Strengthen Your Mortgage Vocabulary

Top Producer Tips
Top Producer Tips

Strengthen Your Mortgage Vocabulary

mortgage vocabulary

It is important to strengthen your mortgage vocabulary and learn the language of real estate finance. If you are a loan officer, become familiar with all of the jargon you use daily and beyond. There are several steps to be aware of between pre-approval and closing. 

Keep reading to learn some mortgage vocabulary to add to your glossary. After all, you serve as the expert to your customers! 

mortgage vocabulary

Mortgage Vocabulary

Whether you are about to tackle the mortgage process for the first time with a customer, or the hundredth time, you need to understand the mortgage vocabulary behind the process. Over the years, the industry has developed its own unique vocabulary that consists of thousands of terms.

So, there is always room to expand your glossary of terms and pass this information on to your clients. Although it is impossible to memorize every definition, it is necessary to learn the essential phrases.  

Additional Mortgage Vocabulary Terms

There are hundreds of additional mortgage vocabulary terms that you will run across in the course of your career. So, here are some essential ones to know. Also, they tend to appear most frequently in documents, and your borrower may not be familiar with them.

Annual Percentage Rate (APR)

The yearly cost of a mortgage including interest and other expenses or charges such as private mortgage insurance and points expressed as a percentage.

Acceleration Clauses 

These allow the lender to promptly call the loan due and payable in full if default occurs. In other words, the borrower has to immediately pay the entire outstanding balance.

Alienation Clauses

These allow the lender to call the loan due and payable if the property is sold. It prevents the borrower from transferring the loan obligation to a new owner. It is also called a due-on-sale or non-assumption clause.

Debt Service

This service refers to the loan payments of principal and interest only. It does not include taxes and insurance.

Default

The failure to repay the principal and interest on a loan. Default also occurs when the borrower fails to pay property taxes or keep the property adequately insured.

Equity

The monetary difference between your mortgage balance and the actual market value of your home.

Escalation Clauses

These write into a loan agreement to allow for payments to increase at a specified time by a specified amount. This term is more frequently found in lease and purchase contracts.

Nondisturbance Clauses 

These protect the rights of tenants if the owner defaults and the lender forecloses on the property.

FHA Loan

Fixed- or adjustable-rate loan insured by the Federal Housing Administration. FHA loans design to make housing more affordable, particularly for first-time home buyers.

Fixed-Rate Mortgages

Mortgage with an interest rate and a payment that doesn’t change over the term of the loan. So, should the current market interest rate fall below your fixed rate, contact your mortgage expert right away to discuss the benefits of refinancing. 

Nonrecourse Loans

These are mortgages secured by a pledge of real property, but the borrower is not made personally liable in case of default. A nonrecourse loan also usually includes so-called “bad boy carve-outs.” These are exceptions that result in full-recourse liability for the borrower if certain promises are broken, such as if the borrower commits fraud or other acts of malfeasance.

Recourse Loans

This type of loan allows the lender to pursue borrower assets that are not used as loan collateral, or to take legal action in case of default in order to pay off the full debt.

Underwriting

In mortgage lending, the process of determining the risks involved in a particular loan and establishing suitable terms and conditions for the loan.

Bottom Line

Often, your clients will have a question about particular phrases on a document, and being extremely familiar with this vocabulary will make you even more trustworthy. After all, loan officers have an obligation to make clear to the borrower the meaning behind each document and agreement. So, try to become as fluent as you can in the plethora of mortgage vocabulary! Start with the basics and expand from there.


Select and copy out every line in the records containing "assessments".
START Extracted data
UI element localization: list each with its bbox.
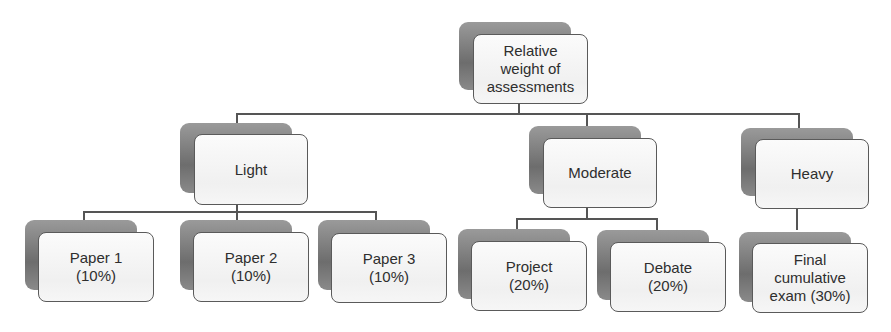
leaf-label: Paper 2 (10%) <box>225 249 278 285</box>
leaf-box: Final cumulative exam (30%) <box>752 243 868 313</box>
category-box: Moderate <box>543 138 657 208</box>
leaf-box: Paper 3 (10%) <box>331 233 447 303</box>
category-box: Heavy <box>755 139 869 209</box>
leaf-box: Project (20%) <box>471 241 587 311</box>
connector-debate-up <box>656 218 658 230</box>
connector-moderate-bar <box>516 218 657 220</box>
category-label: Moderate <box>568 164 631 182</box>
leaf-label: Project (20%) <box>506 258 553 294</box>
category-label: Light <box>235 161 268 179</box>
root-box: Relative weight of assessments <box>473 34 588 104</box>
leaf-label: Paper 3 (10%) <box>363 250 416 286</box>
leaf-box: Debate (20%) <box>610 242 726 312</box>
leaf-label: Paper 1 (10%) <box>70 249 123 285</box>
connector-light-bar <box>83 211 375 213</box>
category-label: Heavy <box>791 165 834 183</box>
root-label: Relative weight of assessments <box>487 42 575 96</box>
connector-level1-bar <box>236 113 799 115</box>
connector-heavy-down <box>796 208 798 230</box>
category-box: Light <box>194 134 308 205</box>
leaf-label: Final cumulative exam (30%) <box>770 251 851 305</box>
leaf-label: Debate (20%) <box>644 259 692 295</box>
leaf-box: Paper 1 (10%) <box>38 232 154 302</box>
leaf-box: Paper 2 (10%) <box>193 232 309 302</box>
END Extracted data
START Extracted data
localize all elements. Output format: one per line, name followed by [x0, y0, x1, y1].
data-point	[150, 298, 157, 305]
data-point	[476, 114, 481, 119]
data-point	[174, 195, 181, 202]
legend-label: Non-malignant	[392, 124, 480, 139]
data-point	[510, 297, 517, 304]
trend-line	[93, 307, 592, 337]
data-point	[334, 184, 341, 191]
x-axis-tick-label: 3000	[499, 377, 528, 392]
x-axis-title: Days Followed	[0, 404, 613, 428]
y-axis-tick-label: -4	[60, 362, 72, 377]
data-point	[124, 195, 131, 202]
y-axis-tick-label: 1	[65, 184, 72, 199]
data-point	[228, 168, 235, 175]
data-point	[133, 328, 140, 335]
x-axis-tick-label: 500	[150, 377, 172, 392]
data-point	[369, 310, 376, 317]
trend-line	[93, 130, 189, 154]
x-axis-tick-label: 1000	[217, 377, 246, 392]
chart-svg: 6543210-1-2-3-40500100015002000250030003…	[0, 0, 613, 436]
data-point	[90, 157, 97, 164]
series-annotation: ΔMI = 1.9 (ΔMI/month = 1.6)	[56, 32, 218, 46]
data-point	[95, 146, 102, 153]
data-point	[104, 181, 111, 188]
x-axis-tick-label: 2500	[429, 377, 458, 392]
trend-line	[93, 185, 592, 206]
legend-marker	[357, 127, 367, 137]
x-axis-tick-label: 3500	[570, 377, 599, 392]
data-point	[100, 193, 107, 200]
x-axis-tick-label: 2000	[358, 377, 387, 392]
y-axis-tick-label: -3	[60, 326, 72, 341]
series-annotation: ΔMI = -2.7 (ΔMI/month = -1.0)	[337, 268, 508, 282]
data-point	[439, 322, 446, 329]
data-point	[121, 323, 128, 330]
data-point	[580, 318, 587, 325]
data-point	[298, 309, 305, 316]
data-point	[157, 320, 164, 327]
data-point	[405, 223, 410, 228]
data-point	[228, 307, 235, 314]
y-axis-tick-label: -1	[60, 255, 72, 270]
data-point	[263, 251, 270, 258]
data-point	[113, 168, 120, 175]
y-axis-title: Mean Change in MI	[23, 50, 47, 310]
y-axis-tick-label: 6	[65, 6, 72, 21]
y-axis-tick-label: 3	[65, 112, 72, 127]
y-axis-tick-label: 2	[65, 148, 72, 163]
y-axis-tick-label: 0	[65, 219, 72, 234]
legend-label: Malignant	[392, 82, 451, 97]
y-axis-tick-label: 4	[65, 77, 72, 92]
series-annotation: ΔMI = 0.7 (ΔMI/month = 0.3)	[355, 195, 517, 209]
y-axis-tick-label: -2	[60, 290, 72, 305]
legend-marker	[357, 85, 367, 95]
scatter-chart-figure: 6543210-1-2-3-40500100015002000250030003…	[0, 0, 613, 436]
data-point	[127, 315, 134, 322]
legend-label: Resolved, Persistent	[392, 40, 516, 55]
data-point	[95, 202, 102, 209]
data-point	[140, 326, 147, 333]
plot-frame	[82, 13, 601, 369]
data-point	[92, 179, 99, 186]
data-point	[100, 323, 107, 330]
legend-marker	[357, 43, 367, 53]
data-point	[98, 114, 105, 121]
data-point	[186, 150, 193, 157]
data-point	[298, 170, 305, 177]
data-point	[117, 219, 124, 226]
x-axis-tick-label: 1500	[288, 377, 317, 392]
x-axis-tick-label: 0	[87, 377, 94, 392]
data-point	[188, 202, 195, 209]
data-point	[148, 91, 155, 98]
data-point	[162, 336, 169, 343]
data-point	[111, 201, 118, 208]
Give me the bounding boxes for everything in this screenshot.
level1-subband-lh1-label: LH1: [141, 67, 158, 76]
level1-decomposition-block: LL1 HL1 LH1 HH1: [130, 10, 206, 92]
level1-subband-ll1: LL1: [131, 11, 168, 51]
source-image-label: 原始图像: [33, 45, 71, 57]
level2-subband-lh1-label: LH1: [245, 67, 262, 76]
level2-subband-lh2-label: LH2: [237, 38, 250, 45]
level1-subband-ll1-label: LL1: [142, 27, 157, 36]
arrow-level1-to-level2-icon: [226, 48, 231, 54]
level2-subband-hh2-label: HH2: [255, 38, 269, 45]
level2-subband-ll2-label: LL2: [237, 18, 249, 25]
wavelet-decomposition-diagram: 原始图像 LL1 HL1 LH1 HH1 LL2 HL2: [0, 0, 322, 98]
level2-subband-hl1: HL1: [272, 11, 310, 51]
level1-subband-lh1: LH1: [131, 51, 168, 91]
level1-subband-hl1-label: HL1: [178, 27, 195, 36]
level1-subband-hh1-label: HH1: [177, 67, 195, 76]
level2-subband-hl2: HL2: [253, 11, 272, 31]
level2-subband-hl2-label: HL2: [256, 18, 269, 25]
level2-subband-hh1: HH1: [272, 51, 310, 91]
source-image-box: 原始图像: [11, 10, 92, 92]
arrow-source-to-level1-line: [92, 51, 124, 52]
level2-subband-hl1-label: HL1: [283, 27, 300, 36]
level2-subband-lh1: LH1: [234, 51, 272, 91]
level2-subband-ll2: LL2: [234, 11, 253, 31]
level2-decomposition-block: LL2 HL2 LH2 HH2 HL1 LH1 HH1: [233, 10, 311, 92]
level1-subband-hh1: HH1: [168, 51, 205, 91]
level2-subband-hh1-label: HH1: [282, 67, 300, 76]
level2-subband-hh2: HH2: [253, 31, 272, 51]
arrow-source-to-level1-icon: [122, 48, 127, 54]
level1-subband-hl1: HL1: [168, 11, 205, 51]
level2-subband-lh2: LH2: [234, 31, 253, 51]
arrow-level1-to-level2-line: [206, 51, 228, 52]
END Extracted data
→ Reply
root-box: Relative weight of assessments <box>473 34 588 104</box>
root-label: Relative weight of assessments <box>487 42 575 96</box>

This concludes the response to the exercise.